Why is Netflix Giving Us a Wednesday Addams Who Wants to Feel Feels?
Netflix’s new Addams Family show puts Wednesday’s teenaged emotional life front and center — and suffers for it.
Eileen Jones is a film critic at Jacobin, host of the Filmsuck podcast, and author of Filmsuck, USA.
Netflix’s new Addams Family show puts Wednesday’s teenaged emotional life front and center — and suffers for it.
The screwball comedy The Devil and Miss Jones exemplifies how pro-worker Hollywood was just on the eve of McCarthyism.
Steven Spielberg’s autobiographical The Fabelmans is a dull, self-indulgent victory lap for the most victorious filmmaker in history.
Director Rian Johnson follows up on his 2019 crowd-pleaser Knives Out with Glass Onion, this time taking aim at an Elon Musk–esque billionaire and his frenemies. Unfortunately, Netflix has ensured you only have a week to see it with an actual crowd.
Written by Weird Al himself and starring Daniel Radcliffe, Weird: The Al Yankovic Story is a biopic parody that mocks the prestige form at every turn. It may very well save you from the worst interludes of family togetherness this weekend.
The new movie My Policeman, starring Harry Styles, is inspired by novelist E. M. Forster’s 40-year relationship with policeman Robert Buckingham that began in 1930. The details of that romance are stirring — much more so than what we get in the film.
Triangle of Sadness is more than a little over the top at times.

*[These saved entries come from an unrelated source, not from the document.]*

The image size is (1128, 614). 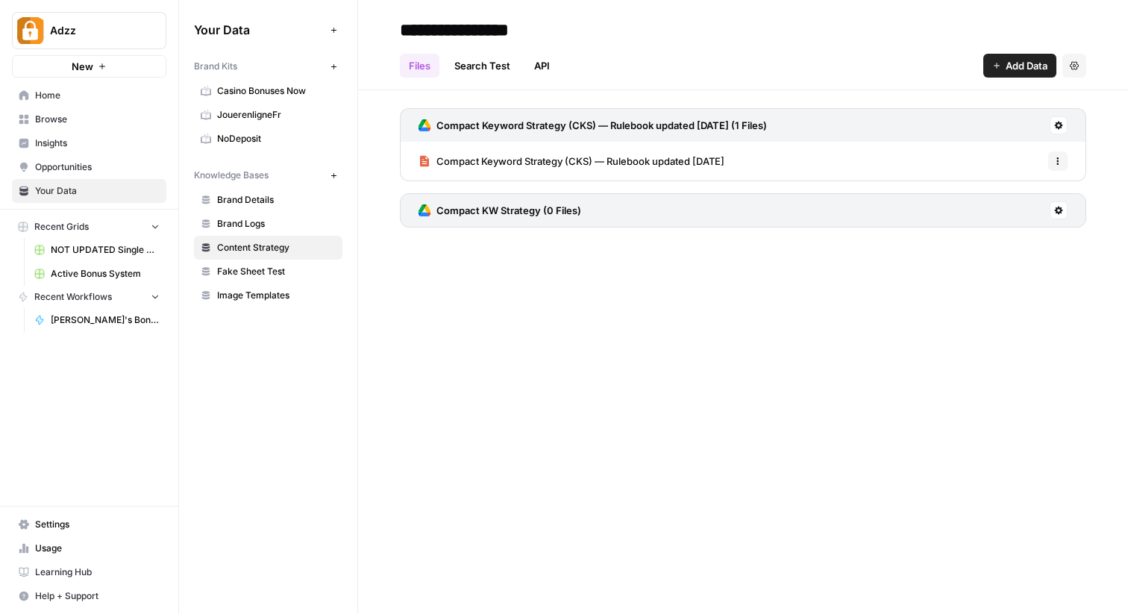 What do you see at coordinates (89, 31) in the screenshot?
I see `button: Workspace: Adzz` at bounding box center [89, 31].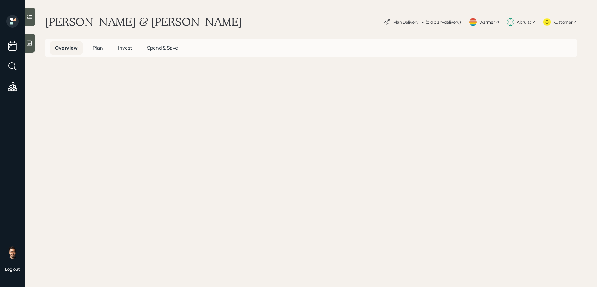 Image resolution: width=597 pixels, height=287 pixels. What do you see at coordinates (12, 268) in the screenshot?
I see `div: Log out` at bounding box center [12, 268].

But so what? Unlike every other movie at the theaters, it’s over the top in its scathing portrayal of the ugly realities of contemporary inequality.
In Bruges’s director Martin McDonagh reunites with Colin Farrell and Brendan Gleeson for a story of an Irish friendship gone sour. And it’s easily the best new movie I’ve seen in forever.
Wendell & Wild is gorgeous, daringly creative, and stunning to watch. Yet Netflix has put almost no effort or resources into promoting the film.
In The Good Nurse, a serial killer’s murders are disguised by the frequently nightmarish workings of hospitals in a for-profit health care system.
Todd Field wants you to think his new movie Tár is a critique of the pretentiousness of the high art world. But the movie is actually trapped in that suffocating world and can’t find a way out.
It’s never a bad time to revisit John Carpenter’s 1988 classic They Live, a hilarious sci-fi thriller that skewers the inequality of the neoliberal era and offers an iconic depiction of capitalist ideology.
Credit to David O. Russell for trying to make a movie, Amsterdam, that’s unique and compelling. He didn’t really succeed, but at least he tried.
Angela Lansbury, who died this week at 96, was a proud socialist who achieved enormous success in film, theater, and TV. Yet her astonishing range was botched by the Hollywood studio system — preventing her movie career from flourishing even more.
Based on Joyce Carol Oates’s novel, Andrew Dominik’s film Blonde ignores the assertive and hardworking real-life Marilyn Monroe and instead gives us a lurid tale of perpetual victimization.
The new Oprah Winfrey–produced Sidney Poitier documentary, Sidney, is a gushing tribute film, not a fully rounded portrait of a human being who had weaknesses to go along with his many strengths.
Director Olivia Wilde’s Don’t Worry Darling is a treasure trove of behind-the-scenes celebrity scandal, helping to keep an otherwise forgettable film in the public’s consciousness.
Martin Scorsese loves Ti West’s “demented Disney film,” Pearl — and you will too.
Disney’s remake of its 1940 animated classic Pinocchio is just as bad as you’ve heard.
As standards of living fall at the bottom and rise at the top, the only thing to do is watch TV about the trivial problems of the phenomenally rich.